Dashi

Dashi (出 汁Japanese ) is a Japanese fish stock and has a greater importance than in European cuisine in Japanese cooking meat or vegetable stock. Instant products as they are also found in Europe, Asia- shops, have a firm place in most Japanese households. Dashi also serves as the basis for miso soup.

The basic dashi is made from bonito (skipjack: one of tuna, katsuo ) won and brown kelp ( kombu昆布). The bonito flakes depending on the application area and region supplemented or replaced by the following ingredients: tuna flakes (鲔 节magurobushi ), mackerel flakes (鲭 节sababushi ), herring flakes (鰯 节nishinbushi ), dried sardine (煮干しniboshi ), dried 's Flying Fish (あご 煮 干agoniboshi, also previously grilled asあご 焼 煮干agoyakiniboshi ), dried horse mackerel (鯵 煮 干ajiniboshi ), dried baby sea bream (鲷 煮 干tainiboshi ).

Vegetarian options are mainly composed of kombu, but are also often supplemented by dried shiitake mushrooms. Other ingredients can be dried strips of Kampyō pumpkin, roasted soybeans and roasted rice, as they are used in the kitchen of a vegetarian nourishing schools of Buddhism.

In 1909, Japanese researcher Ikeda Kikunae described for the first time today recognized as one of the five basic taste qualities umami taste. Ikeda had managed to isolate from the sea kelp, which is the main ingredient of dashi glutamic acid and to identify them as the taste crucial part of Dashi.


[WORK REQUEST] Which lines of the data include the string "Rope"? List them all.

Top of DATASET EXTRACT

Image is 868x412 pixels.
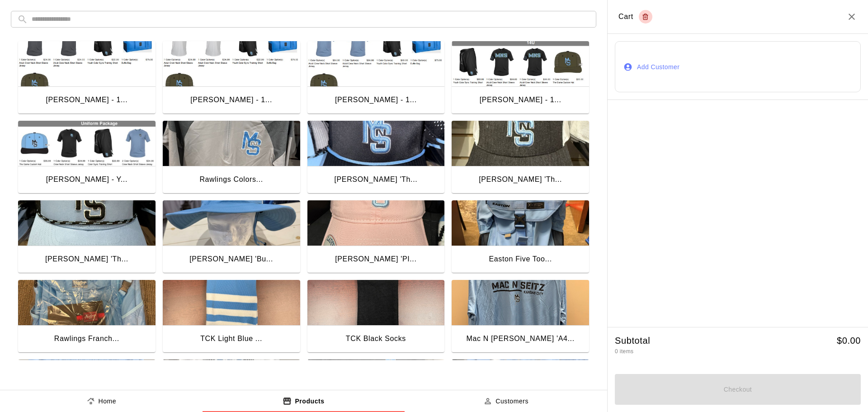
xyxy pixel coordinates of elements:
img: Mac N Seitz - 17U Fall Uniform [18,41,155,87]
button: Rawlings Colorsync Long Sleeve - GrayRawlings Colors... [162,121,300,195]
button: Mac N Seitz 'A4' Lightweight HoodieMac N [PERSON_NAME] 'A4... [451,280,589,354]
button: Close [846,12,857,22]
div: [PERSON_NAME] 'PI... [335,253,416,265]
img: Rawlings Franchise 2 Backpack [18,280,155,325]
div: [PERSON_NAME] - 1... [45,94,127,106]
img: Mac N Seitz - 16U Fall Uniform [162,41,300,87]
span: 0 items [615,348,633,355]
div: [PERSON_NAME] - 1... [190,94,272,106]
div: [PERSON_NAME] - Y... [46,173,127,186]
button: TCK Light Blue Socks w/ StripesTCK Light Blue ... [162,280,300,354]
p: Customers [495,397,529,406]
div: [PERSON_NAME] 'Bu... [189,253,273,265]
button: TCK Black SocksTCK Black Socks [308,280,445,354]
div: TCK Black Socks [346,333,406,345]
img: Mac N Seitz 'The Game' Neoprene Rope Trucker [308,121,445,166]
img: Mac N Seitz 'The Game' Graphite Trucker [451,121,589,166]
p: Home [98,397,116,406]
button: Mac N Seitz - 16U Fall Uniform[PERSON_NAME] - 1... [162,41,300,116]
img: Rawlings Short Sleeve Cage Jacket [308,360,445,405]
button: Easton Five Tool Phenom Rolling BagEaston Five Too... [451,200,589,275]
button: Mac N Seitz - Youth Uniform (Fall)[PERSON_NAME] - Y... [18,121,155,195]
button: Mac N Seitz 'Bucket' Hat (Black/Blue)[PERSON_NAME] 'Bu... [162,200,300,275]
div: Mac N [PERSON_NAME] 'A4... [466,333,574,345]
img: Mac N Seitz 'A4' Lightweight Hoodie [451,280,589,325]
p: Products [295,397,324,406]
div: [PERSON_NAME] - 1... [335,94,417,106]
div: [PERSON_NAME] 'Th... [45,253,129,265]
div: TCK Light Blue ... [200,333,262,345]
div: Rawlings Colors... [199,173,263,186]
img: Rawlings MNS Baseball T-Shirt [18,360,155,405]
button: Add Customer [615,41,861,93]
div: [PERSON_NAME] 'Th... [334,173,417,186]
img: Mac N Seitz 'PINK' The Game Hat [308,200,445,246]
img: TCK Light Blue Socks w/ Stripes [162,280,300,325]
button: Mac N Seitz - 17U Fall Uniform[PERSON_NAME] - 1... [18,41,155,116]
img: TCK Black Socks [308,280,445,325]
div: Easton Five Too... [488,253,551,265]
button: Mac N Seitz - 15U Fall Uniform[PERSON_NAME] - 1... [308,41,445,116]
button: Empty cart [638,10,652,24]
div: [PERSON_NAME] - 1... [479,94,561,106]
button: Mac N Seitz 'PINK' The Game Hat[PERSON_NAME] 'PI... [308,200,445,275]
img: Rawlings Strength T-Shirt [162,360,300,405]
img: Mac N Seitz 'Bucket' Hat (Black/Blue) [162,200,300,246]
div: Cart [618,10,652,24]
img: Mac N Seitz - 14U Fall Uniform [451,41,589,87]
img: Easton Five Tool Phenom Rolling Bag [451,200,589,246]
button: Mac N Seitz 'The Game' Neoprene Rope Trucker[PERSON_NAME] 'Th... [308,121,445,195]
div: Rawlings Franch... [54,333,119,345]
img: Mac N Seitz - 15U Fall Uniform [308,41,445,87]
button: Rawlings Franchise 2 BackpackRawlings Franch... [18,280,155,354]
h5: $ 0.00 [836,335,861,347]
h5: Subtotal [615,335,650,347]
button: Mac N Seitz 'The Game' Blue Rope Trucker[PERSON_NAME] 'Th... [18,200,155,275]
div: [PERSON_NAME] 'Th... [479,173,562,186]
button: Mac N Seitz - 14U Fall Uniform[PERSON_NAME] - 1... [451,41,589,116]
img: Rawlings Hoodie - Adult & Youth [451,360,589,405]
img: Mac N Seitz 'The Game' Blue Rope Trucker [18,200,155,246]
img: Rawlings Colorsync Long Sleeve - Gray [162,121,300,166]
button: Mac N Seitz 'The Game' Graphite Trucker[PERSON_NAME] 'Th... [451,121,589,195]
img: Mac N Seitz - Youth Uniform (Fall) [18,121,155,166]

Bottom of DATASET EXTRACT

[THE ANSWER]
img: Mac N Seitz 'The Game' Neoprene Rope Trucker [308,121,445,166]
button: Mac N Seitz 'The Game' Neoprene Rope Trucker[PERSON_NAME] 'Th... [308,121,445,195]
button: Mac N Seitz 'The Game' Blue Rope Trucker[PERSON_NAME] 'Th... [18,200,155,275]
img: Mac N Seitz 'The Game' Blue Rope Trucker [18,200,155,246]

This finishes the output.